Published 03/25/2009, 09:18 AM
Updated 03/25/2009, 09:40 AM

* Consumers turn to cheap supermarket brand chocolate

* Strong cocoa futures not reflecting fundamental factors

By Michael Hogan

HAMBURG, March 25 (Reuters) - Stocks of unsold cocoa are piling up in Europe as the economic slowdown hits chocolate sales and consumers turn to cheap brands with low cocoa content, the chairman of Germany's cocoa trade association said.

"Individual producers of chocolate products are seeing massive declines of sales of up to and sometimes above 10 percent in volumes," Andreas Christiansen said on Wednesday.

"Exports from western European countries, the leading area of cocoa consumption, into the rest of the world are suffering even more."

East European and Russian chocolate producers traditionally import semi-finished cocoa products as ingredients from Germany and elsewhere in west Europe.

"Some producers are loosing almost 100 percent of their exports to Central/Eastern Europe and Russia after their currencies devaluated drastically against the euro and dollar," he said.

"We are told some Polish and Hungarian chocolate producers are suffering sales falls of 50 percent."

Unsold European stocks of cocoa products had risen sharply, he said.

"There are large volumes of unsold cocoa products in Europe," he said.

"The warehouses are full, we estimate that we have unsold inventories of cocoa products, that is mainly cocoa butter and cocoa mass, of about 70,000 tonnes in Europe.
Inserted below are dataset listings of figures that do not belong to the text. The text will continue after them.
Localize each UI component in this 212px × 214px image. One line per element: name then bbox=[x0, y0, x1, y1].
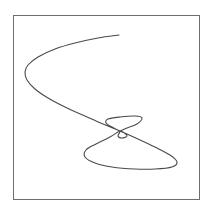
parametric-curve bbox=[25, 35, 177, 169]
plot-area bbox=[0, 0, 212, 214]
plot-frame bbox=[14, 16, 200, 200]
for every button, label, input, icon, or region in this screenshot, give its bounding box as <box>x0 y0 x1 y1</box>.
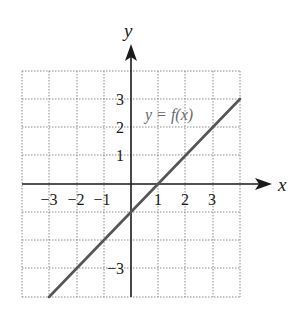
y-tick-label: −3 <box>107 260 124 277</box>
y-tick-label: 3 <box>116 91 124 108</box>
y-tick-label: 2 <box>116 119 124 136</box>
x-tick-label: 2 <box>181 191 189 208</box>
x-axis-label: x <box>277 174 287 195</box>
graph-figure: x y −3 −2 −1 1 2 3 3 2 1 −3 y = f(x) <box>0 0 297 316</box>
x-tick-label: −3 <box>40 191 57 208</box>
x-tick-label: −2 <box>67 191 84 208</box>
x-tick-labels: −3 −2 −1 1 2 3 <box>40 191 216 208</box>
x-tick-label: 1 <box>154 191 162 208</box>
x-tick-label: 3 <box>208 191 216 208</box>
x-tick-label: −1 <box>93 191 110 208</box>
axes <box>22 44 272 297</box>
curve-label: y = f(x) <box>143 106 193 124</box>
y-tick-label: 1 <box>116 147 124 164</box>
y-axis-label: y <box>122 20 133 41</box>
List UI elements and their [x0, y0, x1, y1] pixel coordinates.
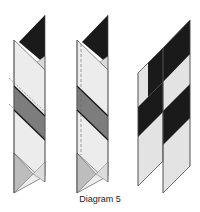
- figure-step-2: [77, 15, 108, 193]
- figure-step-3: [138, 20, 190, 193]
- figure-step-1: [9, 15, 45, 193]
- diagram-caption: Diagram 5: [0, 194, 200, 204]
- diagram-5-illustration: [0, 0, 200, 212]
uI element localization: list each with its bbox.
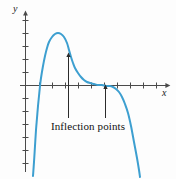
inflection-points-label: Inflection points [0,120,176,132]
y-axis-label: y [13,4,17,14]
plot-canvas [0,0,176,179]
function-curve [33,33,140,177]
inflection-points-figure: y x Inflection points [0,0,176,179]
x-axis-label: x [162,88,166,98]
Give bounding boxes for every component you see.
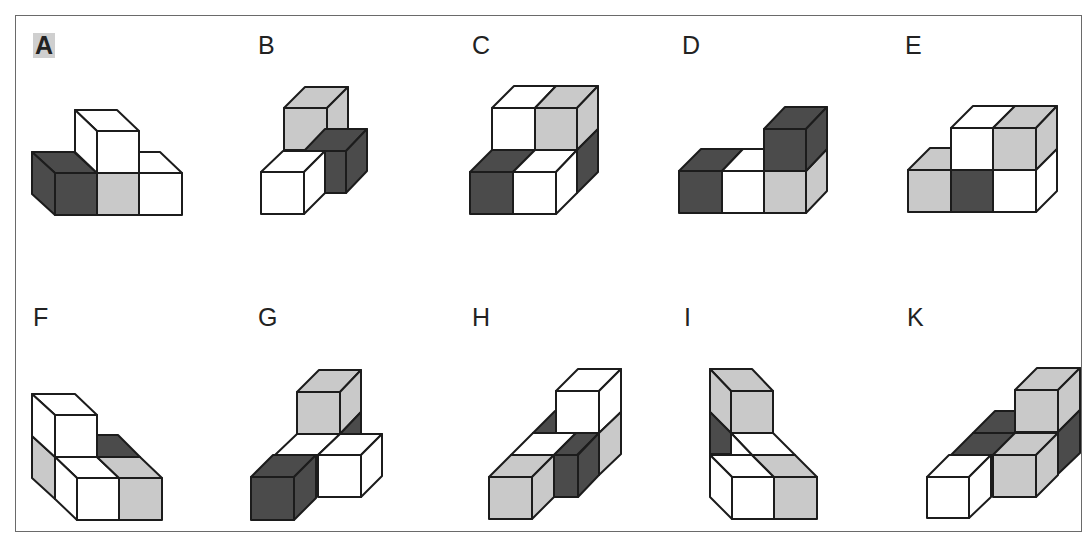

Unsold inventories held as a buffer are normally around 10,000 to 15,000 tonnes."

This had caused a dramatic drop in prices for physical delivery of cocoa products in Europe at a time when London cocoa futures have soared, he said.

DRAMATIC

In late December butter producers were selling at price ratios 2.66 times London's nearby cocoa contracts. But this had dropped dramatically to around 2.0 times London contracts, he said.
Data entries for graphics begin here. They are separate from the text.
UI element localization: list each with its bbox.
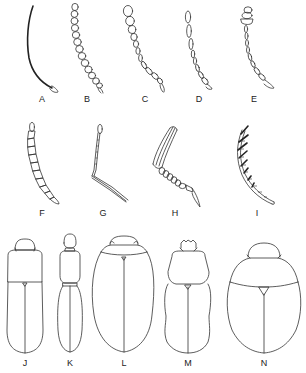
label-e: E — [247, 94, 261, 104]
label-d: D — [192, 94, 206, 104]
antenna-e — [241, 7, 274, 88]
label-m: M — [181, 358, 195, 368]
antenna-a — [28, 6, 58, 92]
antenna-d — [185, 11, 212, 89]
beetle-j — [7, 239, 43, 353]
label-i: I — [250, 208, 264, 218]
figure-plate: A B C D E F G H I J K L M N — [0, 0, 306, 373]
beetle-l — [92, 236, 154, 352]
antenna-b — [71, 3, 103, 93]
label-g: G — [96, 208, 110, 218]
label-h: H — [168, 208, 182, 218]
label-n: N — [257, 358, 271, 368]
beetle-n — [227, 243, 301, 353]
antenna-c — [123, 6, 164, 93]
beetle-k — [58, 234, 83, 352]
label-b: B — [80, 94, 94, 104]
label-j: J — [18, 358, 32, 368]
antenna-f — [28, 123, 59, 205]
label-k: K — [63, 358, 77, 368]
label-l: L — [117, 358, 131, 368]
plate-drawing — [0, 0, 306, 373]
antenna-g — [92, 125, 128, 203]
antenna-i — [238, 126, 275, 204]
antenna-h — [153, 127, 200, 207]
beetle-m — [165, 240, 211, 353]
label-c: C — [138, 94, 152, 104]
label-a: A — [35, 94, 49, 104]
label-f: F — [35, 208, 49, 218]
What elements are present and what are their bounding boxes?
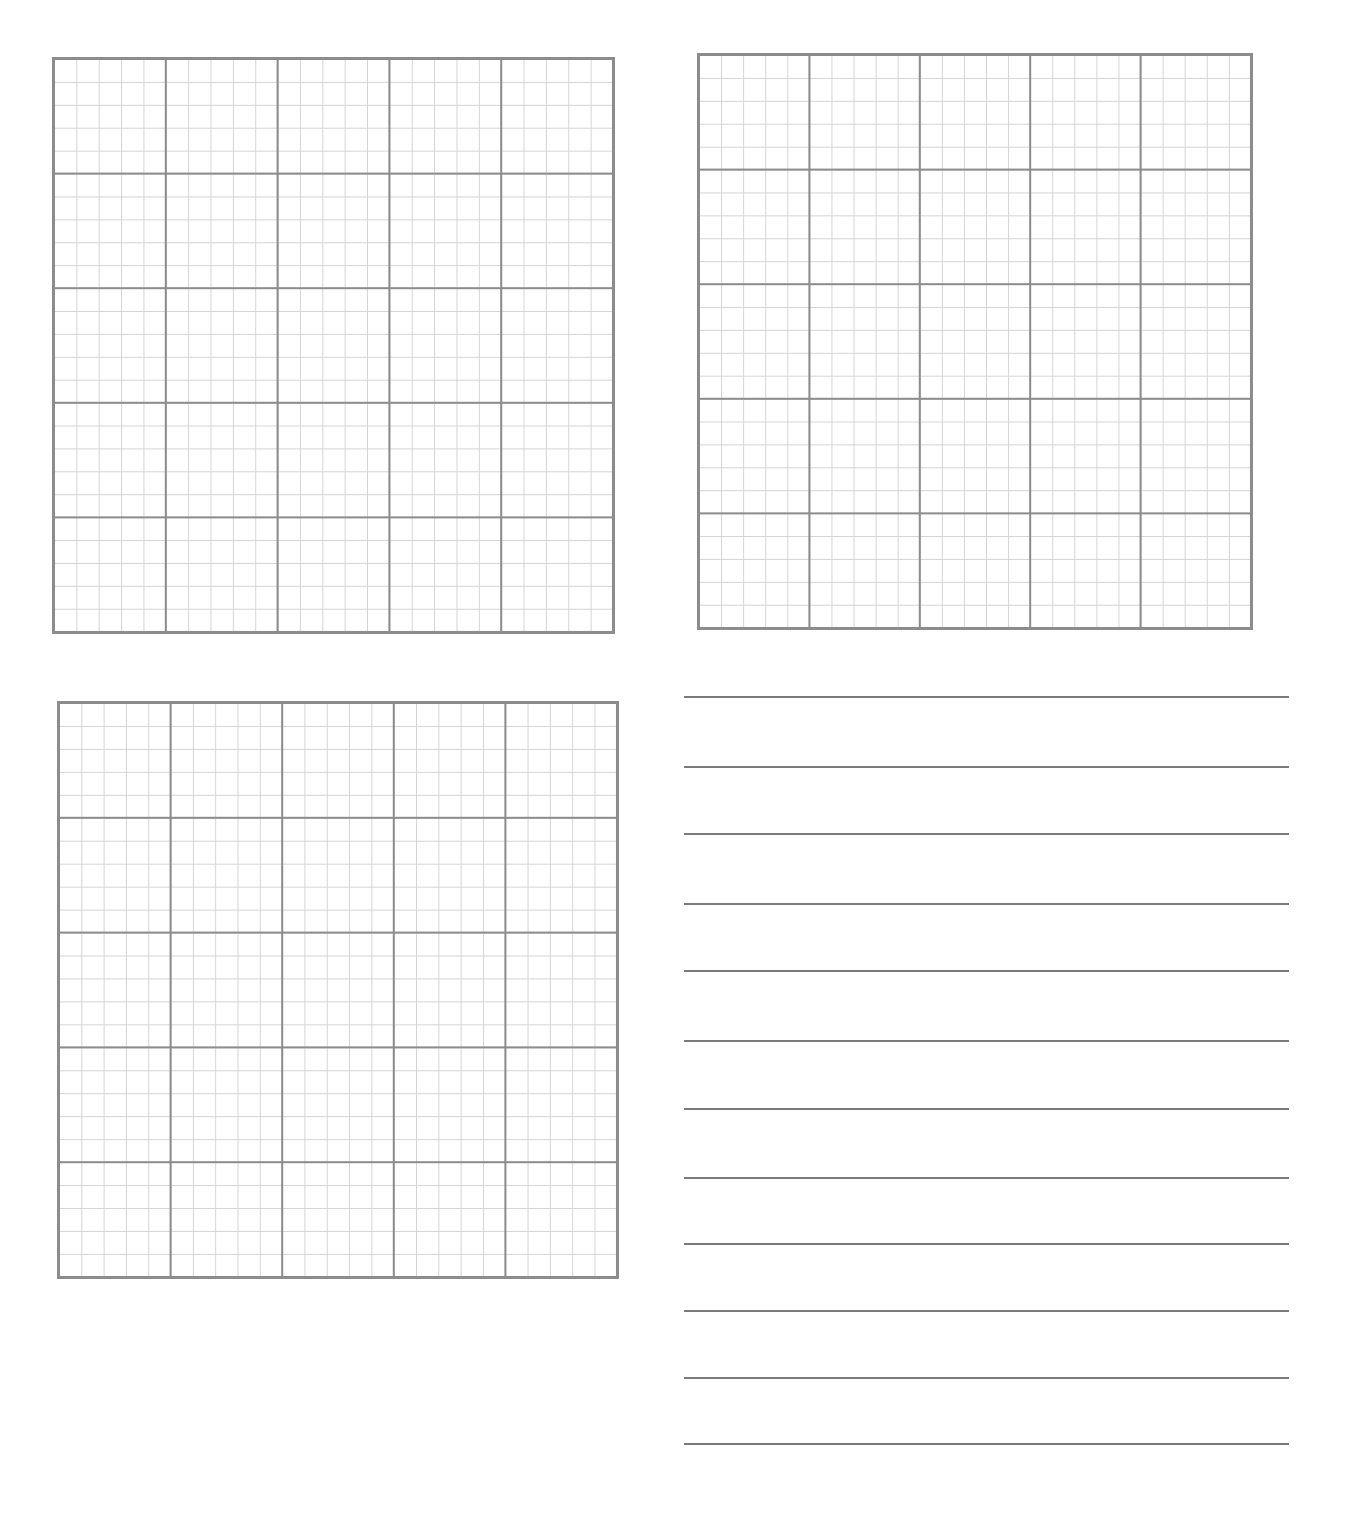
ruled-line	[684, 903, 1289, 905]
grid-bottom-left	[57, 701, 619, 1279]
ruled-line	[684, 696, 1289, 698]
ruled-line	[684, 833, 1289, 835]
ruled-line	[684, 1108, 1289, 1110]
ruled-line	[684, 1443, 1289, 1445]
ruled-line	[684, 1310, 1289, 1312]
ruled-line	[684, 1377, 1289, 1379]
ruled-line	[684, 766, 1289, 768]
ruled-line	[684, 1177, 1289, 1179]
grid-top-left	[52, 57, 615, 634]
ruled-line	[684, 970, 1289, 972]
ruled-line	[684, 1243, 1289, 1245]
ruled-line	[684, 1040, 1289, 1042]
grid-top-right	[697, 53, 1253, 630]
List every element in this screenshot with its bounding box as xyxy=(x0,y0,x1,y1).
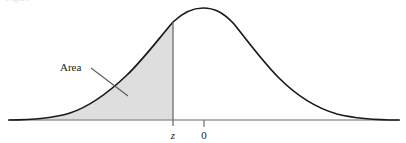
area-annotation-label: Area xyxy=(60,61,81,73)
shaded-area-region xyxy=(10,22,173,120)
axis-tick-label-z: z xyxy=(170,129,176,141)
normal-curve-figure: Figure Area z 0 xyxy=(0,0,406,143)
axis-tick-label-zero: 0 xyxy=(201,129,207,141)
figure-canvas: Area z 0 xyxy=(0,0,406,143)
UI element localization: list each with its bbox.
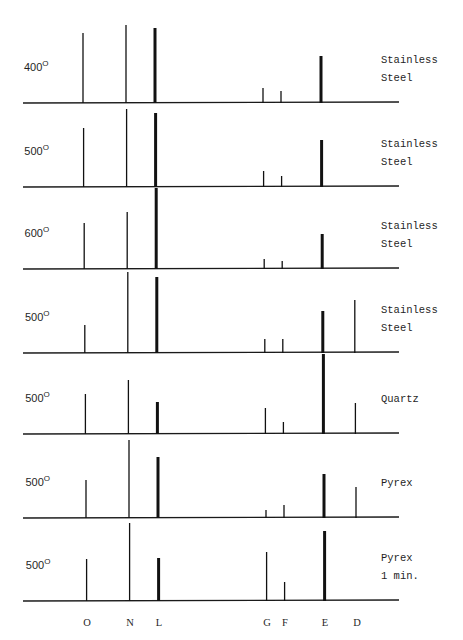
category-label-G: G (263, 617, 271, 628)
category-label-E: E (322, 617, 328, 628)
spectra-panels: 400OStainlessSteel500OStainlessSteel600O… (23, 25, 438, 601)
spectrum-panel: 500OQuartz (23, 354, 419, 434)
material-label: Stainless (381, 220, 438, 232)
temperature-label: 500O (26, 474, 51, 488)
temperature-label: 500O (25, 390, 50, 404)
temperature-label: 500O (24, 143, 49, 157)
category-label-N: N (126, 617, 134, 628)
material-label: Pyrex (381, 552, 413, 564)
material-label: 1 min. (381, 570, 419, 582)
spectrum-panel: 500OStainlessSteel (23, 109, 438, 187)
material-label: Steel (381, 156, 413, 168)
baseline (23, 186, 399, 187)
material-label: Steel (381, 238, 413, 250)
category-label-F: F (282, 617, 288, 628)
material-label: Pyrex (381, 477, 413, 489)
material-label: Quartz (381, 393, 419, 405)
baseline (23, 268, 399, 269)
spectrum-panel: 600OStainlessSteel (23, 188, 438, 269)
temperature-label: 500O (25, 309, 50, 323)
material-label: Stainless (381, 54, 438, 66)
material-label: Stainless (381, 304, 438, 316)
material-label: Stainless (381, 138, 438, 150)
category-label-O: O (83, 617, 91, 628)
baseline (23, 433, 399, 434)
spectrum-panel: 500OStainlessSteel (23, 272, 438, 353)
temperature-label: 400O (24, 59, 49, 73)
temperature-label: 500O (26, 557, 51, 571)
spectrum-panel: 500OPyrex1 min. (23, 523, 419, 601)
temperature-label: 600O (25, 225, 50, 239)
baseline (23, 352, 399, 353)
baseline (23, 102, 399, 103)
material-label: Steel (381, 72, 413, 84)
material-label: Steel (381, 322, 413, 334)
spectra-chart: 400OStainlessSteel500OStainlessSteel600O… (0, 0, 463, 640)
spectrum-panel: 500OPyrex (23, 440, 413, 518)
x-axis-labels: ONLGFED (83, 617, 361, 628)
baseline (23, 600, 399, 601)
category-label-L: L (156, 617, 162, 628)
spectrum-panel: 400OStainlessSteel (23, 25, 438, 103)
baseline (23, 517, 399, 518)
category-label-D: D (353, 617, 361, 628)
"On the consumption side we are facing the problem that chocolate sales are increasingly being focused on cheap brands in discount supermarkets," he said.

Sales of more expensive chocolate brands were falling because of the economic slowdown, he said. Such supermarket own-brand chocolate had considerably lower cocoa content with more cocoa replacements including vegetable oils.
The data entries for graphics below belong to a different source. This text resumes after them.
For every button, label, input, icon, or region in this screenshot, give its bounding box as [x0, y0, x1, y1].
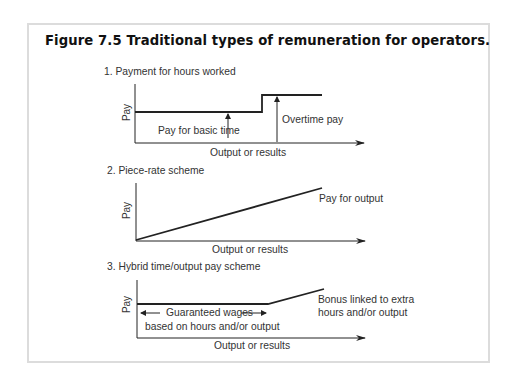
panel-3-bonus-label-line1: Bonus linked to extra	[318, 294, 414, 305]
panel-3-y-axis-label: Pay	[121, 296, 132, 313]
panel-2-chart	[136, 183, 365, 241]
panel-1-basic-time-label: Pay for basic time	[158, 125, 240, 136]
panel-2-pay-line	[136, 188, 322, 240]
panel-2-subtitle: 2. Piece-rate scheme	[107, 165, 204, 176]
panel-1-pay-line	[135, 95, 322, 112]
panel-3-bonus-label-line2: hours and/or output	[318, 307, 407, 318]
panel-3-guaranteed-wages-label: Guaranteed wages	[166, 307, 253, 318]
panel-1-overtime-label: Overtime pay	[282, 114, 343, 125]
panel-3-x-axis-label: Output or results	[214, 340, 290, 351]
panel-3-subtitle: 3. Hybrid time/output pay scheme	[107, 261, 260, 272]
panel-1-subtitle: 1. Payment for hours worked	[104, 66, 236, 77]
panel-2-x-axis-label: Output or results	[212, 244, 288, 255]
panel-2-pay-for-output-label: Pay for output	[319, 193, 383, 204]
panel-1-y-axis-label: Pay	[121, 104, 132, 121]
panel-1-x-axis-label: Output or results	[210, 147, 286, 158]
panel-2-y-axis-label: Pay	[121, 202, 132, 219]
panel-3-pay-line	[137, 289, 324, 304]
panel-3-guaranteed-basis-label: based on hours and/or output	[145, 321, 280, 332]
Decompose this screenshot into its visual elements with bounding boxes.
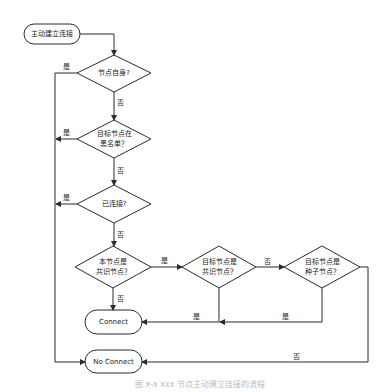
figure-caption: 图 x-x xxx 节点主动建立连接的流程 — [80, 380, 320, 392]
edge-start-to-is-self — [80, 34, 114, 55]
edge-label-target-consensus-no: 否 — [264, 258, 271, 266]
edge-is-self-yes — [55, 73, 85, 362]
edge-label-self-consensus-no: 否 — [117, 295, 124, 303]
flowchart-svg — [0, 0, 388, 392]
flowchart-canvas: 主动建立连接 节点自身? 目标节点在 黑名单？ 已连接? 本节点是 共识节点？ … — [0, 0, 388, 392]
node-target-consensus-label: 目标节点是 共识节点？ — [185, 257, 253, 277]
edge-label-self-consensus-yes: 是 — [161, 257, 168, 265]
node-self-consensus-label: 本节点是 共识节点？ — [79, 257, 147, 277]
node-no-connect-label: No Connect — [85, 350, 142, 373]
edge-label-blacklist-no: 否 — [117, 167, 124, 175]
node-connect-label: Connect — [85, 310, 142, 334]
edge-target-seed-yes — [220, 288, 322, 322]
node-blacklist-label: 目标节点在 黑名单？ — [80, 129, 148, 149]
edge-label-is-self-no: 否 — [117, 99, 124, 107]
edge-label-connected-no: 否 — [117, 231, 124, 239]
node-start-label: 主动建立连接 — [24, 24, 80, 44]
edge-label-target-seed-yes: 是 — [282, 313, 289, 321]
edge-label-blacklist-yes: 是 — [63, 129, 70, 137]
edge-target-consensus-yes — [142, 288, 219, 322]
edge-label-is-self-yes: 是 — [63, 63, 70, 71]
edge-label-connected-yes: 是 — [63, 194, 70, 202]
node-target-seed-label: 目标节点是 种子节点？ — [288, 257, 356, 277]
edge-label-target-consensus-yes: 是 — [193, 313, 200, 321]
edge-label-target-seed-no: 否 — [293, 353, 300, 361]
node-is-self-label: 节点自身? — [80, 63, 148, 83]
node-connected-label: 已连接? — [80, 194, 148, 214]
This was also putting price pressure on the European confectionery industry, which could not hope to sell at higher prices than the giant supermarket chains which dominate retailing in many European countries.

This was another factor contributing to weak physical demand as the uncertain price level meant producers were making even harder efforts to hold costs down by reducing inventories.

The dramatic rise in London cocoa futures since autumn 2008 was increasingly failing to reflect fundamental factors in Europe such as rising inventories, falling production and falling European cocoa product exports, he said.

A closely watched indication of cocoa supply, the arrival figures for cocoa beans in Ivory Coast ports, were no longer reflecting volumes available on international markets, he said.

Although top grower Ivory Coast's bean exports were down on the year, exports of semi-finished cocoa products have risen sharply.

There was frustration that London cocoa prices were increasingly set by financial investment rather than fundamental factors.